EDITORIAL - Goodbye, board exams?

The Philippine Star
EDITORIAL - Goodbye, board exams?

In courses such as law or medicine, a minimum of eight years before graduation should give an accurate picture of the qualifications of each student for the profession. There are tests for various subjects and competencies throughout each semester and at the end of every school year, and a thesis required for graduation adds to the assessment. Each school has a grading system that produces valedictorians, salutatorians and the various degrees of cum laudes per batch.

In such circumstances, a professional licensure examination can appear redundant, and will entail additional costs for the review and testing. Even regular four-year courses can provide a clear assessment of a student’s academic excellence or mediocrity.

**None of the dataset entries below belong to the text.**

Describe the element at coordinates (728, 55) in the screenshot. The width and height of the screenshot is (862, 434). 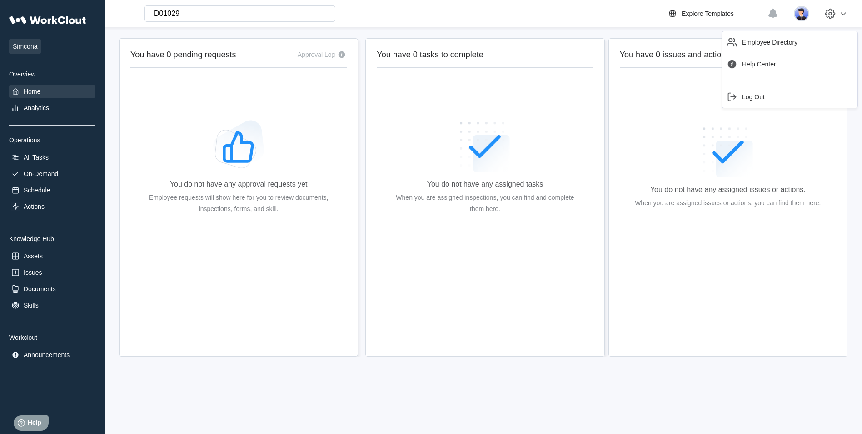
I see `h2: You have 0 issues and actions.` at that location.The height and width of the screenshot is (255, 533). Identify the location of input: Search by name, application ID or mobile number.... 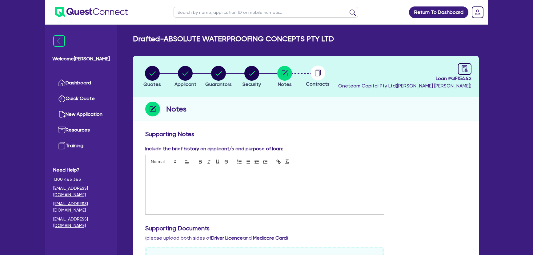
(266, 12).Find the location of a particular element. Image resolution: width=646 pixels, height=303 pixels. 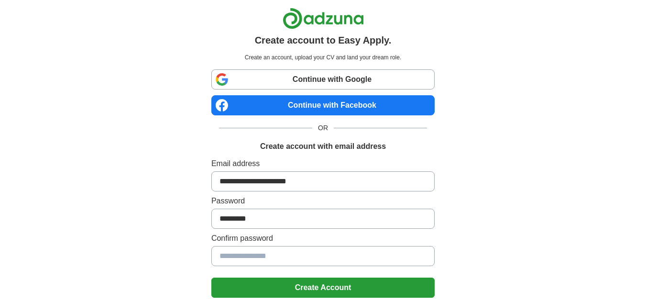

a: Continue with Facebook is located at coordinates (323, 105).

With these in mind, there is a proposal to abolish professional licensure examinations, including the Bar exams. Students in certain schools will likely support the proposal.

Those supporting the suggestion raised by Labor Secretary Silvestre Bello III also note that students who have consistently performed well academically as undergraduates can underperform during board exams due to personal crises or emotional distress such as the death of a loved one. There have also been scandals in the past about test questions being leaked to certain schools.

The problem in this country, as pointed out by opponents of the proposal, is the proliferation of diploma mills. When global demand for nurses surged in previous years, for example, prompting even doctors in the Philippines to take up nursing courses, the government had to shut down nursing programs and even schools dedicated to the course because too many of their graduates could not pass the licensure exams. Certain nursing groups, not surprisingly, are among those cool to the abolition of the board exams.

A possible compromise, as put forward by retired Supreme Court Justice Antonio Carpio, is to stop grading the performance in the standardized exams, and to simply adopt a pass or fail system. Carpio says this is the system in many countries including the United States. It’s a point worth considering in the discussion that Bello has started.